Ritchey WCS C-260 stem review

Adds grip without adding mass

Our rating

4.0

129.95
80.00

James Costley-White/BikeRadar

Published: April 12, 2012 at 11:00 am

Our review
A stem at race day weight but with trail hound strength

When Tom Ritchey decided to make bike parts as well as frames he called them ‘Logic’ components, because he liked to strike at the heart of a technical issue with a straightforward piece of thinking – often outside the traditional cycling mindset.

That trend continues some 20 years after he began with the new C-260 stem. His WCS stem was already a shoo-in for any performance-orientated mountain bike or road rider looking for light weight and reliability wrapped into one. It’s now been improved with the addition of a new and more secure design of bar clamp.

Called 260 after the full 260-degree wrap the stem body gives to the bar, it creates a sort of socket fit. In fact you can’t actually front load the bar. As the remaining aperture isn’t 31.8mm, fitting a bar requires you to load the tapered section of the bar into the clamp from the side. Once you’ve slid it in, the bar can’t fall out, and the cap simply completes the circle.

The four-bolt (4mm) face clamp is small and neat, as is the triple-pinch steerer clamp with opposing bolts. While the whole stem looks very cross-country, it’s more than stiff and strong enough for use on all but full-on downhill bikes. Ritchey do it in carbon or alloy, with the alloy version (as tested) going as short as 70mm. Our 80mm sample weighs just 99g. It’s not the cheapest option, but you are getting class-leading stats to brag about.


**Task to carry out**
Scan the records below. List lines holding "pixels".
Material shown: Begin
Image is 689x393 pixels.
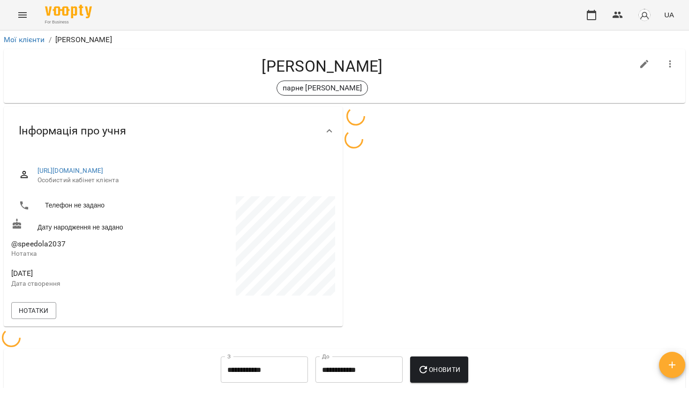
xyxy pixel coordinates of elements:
p: Дата створення [11,279,172,289]
p: Нотатка [11,249,172,259]
span: Особистий кабінет клієнта [38,176,328,185]
span: Оновити [418,364,461,376]
span: @speedola2037 [11,240,66,249]
button: Menu [11,4,34,26]
button: UA [661,6,678,23]
span: Нотатки [19,305,49,317]
span: [DATE] [11,268,172,279]
img: avatar_s.png [638,8,651,22]
button: Нотатки [11,302,56,319]
span: For Business [45,19,92,25]
div: Інформація про учня [4,107,343,155]
span: UA [665,10,674,20]
li: / [49,34,52,45]
button: Оновити [410,357,468,383]
span: Інформація про учня [19,124,126,138]
nav: breadcrumb [4,34,686,45]
h4: [PERSON_NAME] [11,57,634,76]
a: Мої клієнти [4,35,45,44]
div: парне [PERSON_NAME] [277,81,369,96]
p: парне [PERSON_NAME] [283,83,363,94]
img: Voopty Logo [45,5,92,18]
p: [PERSON_NAME] [55,34,112,45]
div: Дату народження не задано [9,217,174,234]
a: [URL][DOMAIN_NAME] [38,167,104,174]
li: Телефон не задано [11,196,172,215]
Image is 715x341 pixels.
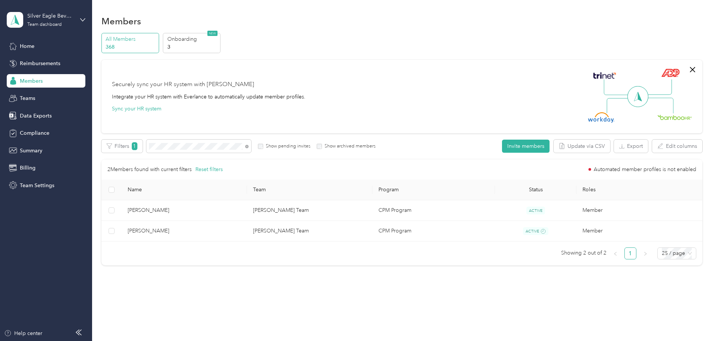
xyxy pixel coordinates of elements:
Material shown: End
**Task answer**
Image is 689x393 pixels.
Image is 715x341 pixels.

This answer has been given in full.